Judgment – or Loving?

We certainly like to judge, don’t we? While both secular people and church people love to judge, I believe that church people get a whole lot more excited over the opportunity that secular folk do. Perhaps that’s because church folk believe, on a more or less conscious level, that they can bring the wrath of God onto those they judge.

The problem with all of this is two-fold. First, Christians are instructed in the Bible not to judge. Of course, that doesn’t stop them. The second problem is that God is not wrathful. I refer you to Julian of Norwich on that point, with whom I completely agree. Dame Julian points out that since God is unchanging God cannot one moment be loving and the next be angry as this would involve a dramatic change in the person of God. I would say that it is impossible to be both loving and wrathful – that wrath drives out love.

Despite all this, we judge. We judge the lady down the street because her kids are “wild”. We judge people’s dress, their hair, their homes, their cars, their occupations, their illnesses, their health, their friends, their lovers, and just about everything else we can get our judgment on. We do this either because we think God needs the help or (more likely) because we feel woefully inadequate ourselves.

If I feel inadequate, one of the unhealthy ways for me to feel more adequate is for me to convince myself that everyone else is even less adequate than I am. I look at people I meet not as an opportunity to expand my circle of friends but rather as an opportunity to expand the group of folks I have decided are not as fine as I am. Even the church leads the way on this, declaring as sin a truckload of things which are not sinful at all. Parts of the church even declare love sinful, and virtually every corner of the church is way too concerned about how we express our love as they press their collective noses against our bedroom windows. If an individual worried about sexual activity as much as the church does, we would diagnose them sexually preoccupied. For my part, I think it’s too bad that the church universal can’t have sex, because I can’t help but think if it would just get laid it would relax about sex.

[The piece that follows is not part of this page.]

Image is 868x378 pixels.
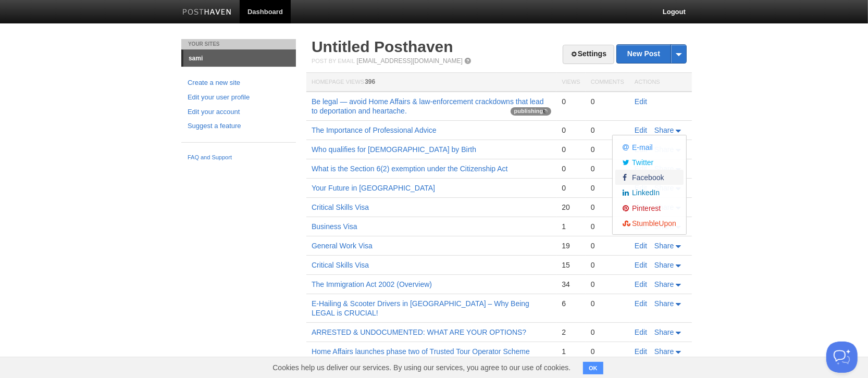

It’s time we stop worrying about everyone else and start worrying about ourselves. If each of us spent half the time we currently spend judging others and used it to work on ourselves and getting our own house in order we would very soon lose the need to judge others. If we could all relax (perhaps take a laxative) and rest in the simple truth that just as there is diversity in nature there is diversity in human beings – and that is OK, it is the way it is supposed to be – we wouldn’t need to spend all our time judging and could put our time to the much better task of loving unconditionally!

When I was completing my undergraduate studies at Wisconsin Lutheran College (a very fine school, by the way) I was exposed for the first time to the notion that judgment can be loving. They told me that by excommunicating someone from the church (which means declaring them unwelcome, expelling them, kicking them out) they were actually acting in a loving way because even though their feelings might be hurt the change existed that this action could cause them to repent and fall into line with the behavior and thought control mechanism that is the Wisconsin Evangelical Lutheran Church (WELS). To me that sounds remarkably like the physically abusive parent who is pounding the snot out of their child while announcing, “This hurts me more than it hurts you.” Judgment, and even more so judgment followed by exclusion is never loving and is always abusive.

In truth, every major religion cautions against judging in their scriptures. Christianity’s “Judge not, lest ye be judged” and “Why do you look at the speck of sawdust in someone else’s eye and pay no attention to the plank in your own eye?” need to be ringing in our ears before we even think about judging someone. And, from the Dhammapada, “Do not consider the faults of others or what they have or haven’t done. Consider rather what you yourself have or haven’t done.”

Stop judging and look within – and you will find that your practice of judging isn’t nearly as attractive when you use it on yourself.